Tim Hecker: It wasn't a decision to make accessible music. It was a decision to work with the voice and it was a decision to work with a more simplistic palate in terms of sound density. Yes, it was a conscious choice to pare back shit, so it had more of like a core structure. A lot of my works have been exercises in sound density and sound pressure and intensity and bombast, I think, so it's mostly just stepping away from that heavy metal overload, you know? [Laughs.] It was really not about being accessible or anything like that at all.

Was that paring back instinctive or more deliberate?

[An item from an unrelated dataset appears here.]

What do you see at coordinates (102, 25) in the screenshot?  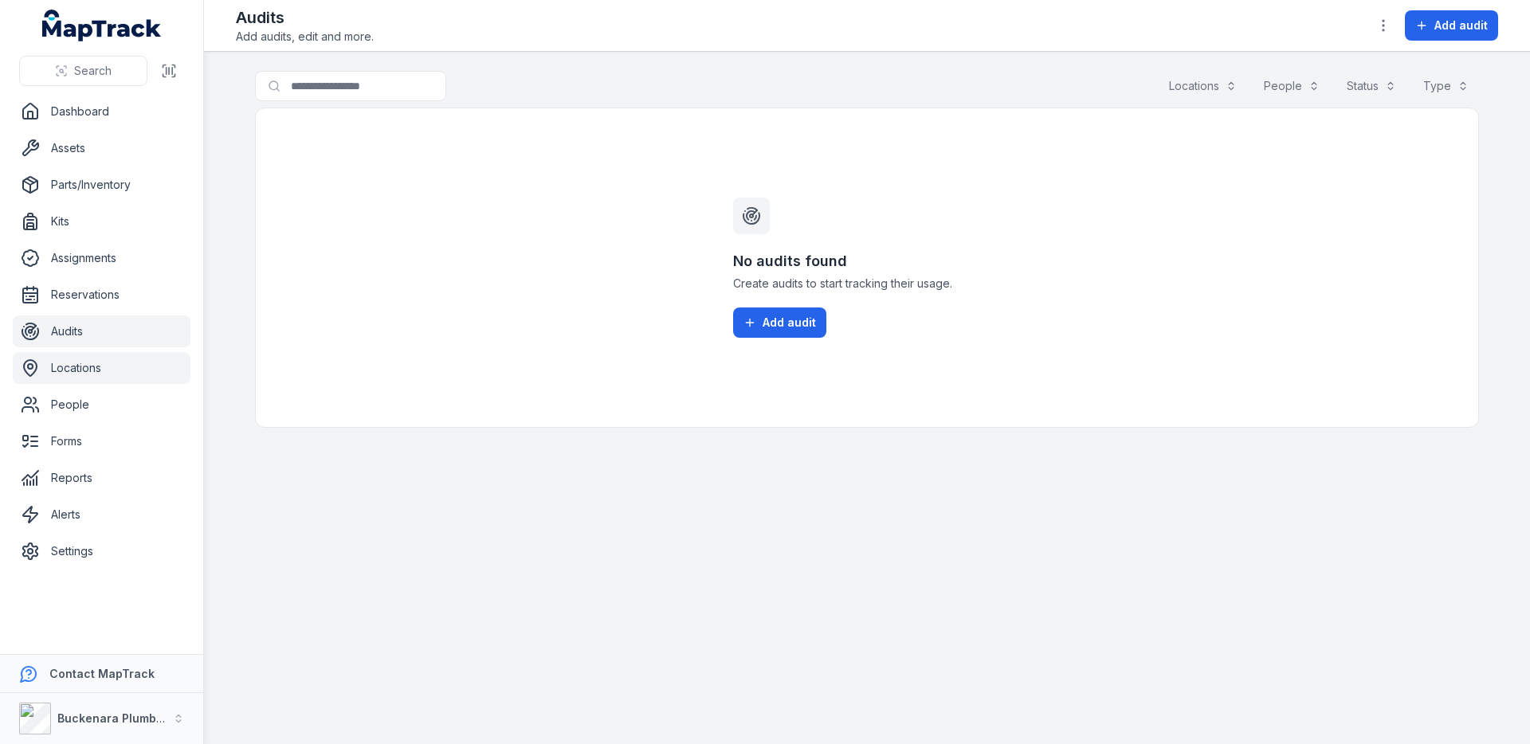 I see `a: MapTrack` at bounding box center [102, 25].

It was mostly my realization that using sound intensity, density, loudness, pressure, and bombast was like a nuclear arms race with one sound that eventually would go nowhere. What are we going to do after a while? Make a heavier record than the last heavy record?

Right.

There's a point where the tree bears no fruit any more. Or you need to step back and garden, but not that fruit tree. Take care of your carrots or something. It's just like looking at things a bit differently. It’s just a bit of a shift in perspective. For me, it came out of discussions with friends—like, what do you do when you're known for making a certain type of work? Do you have to make a more intense version of that? Are you a slave to this? I mean, especially ten records in, you get in this kind of weird jousting match with yourself. It's not that hard. You have to find a way to make peace artistically. For me, the way through was not stacking things louder and heavier but working in a different way.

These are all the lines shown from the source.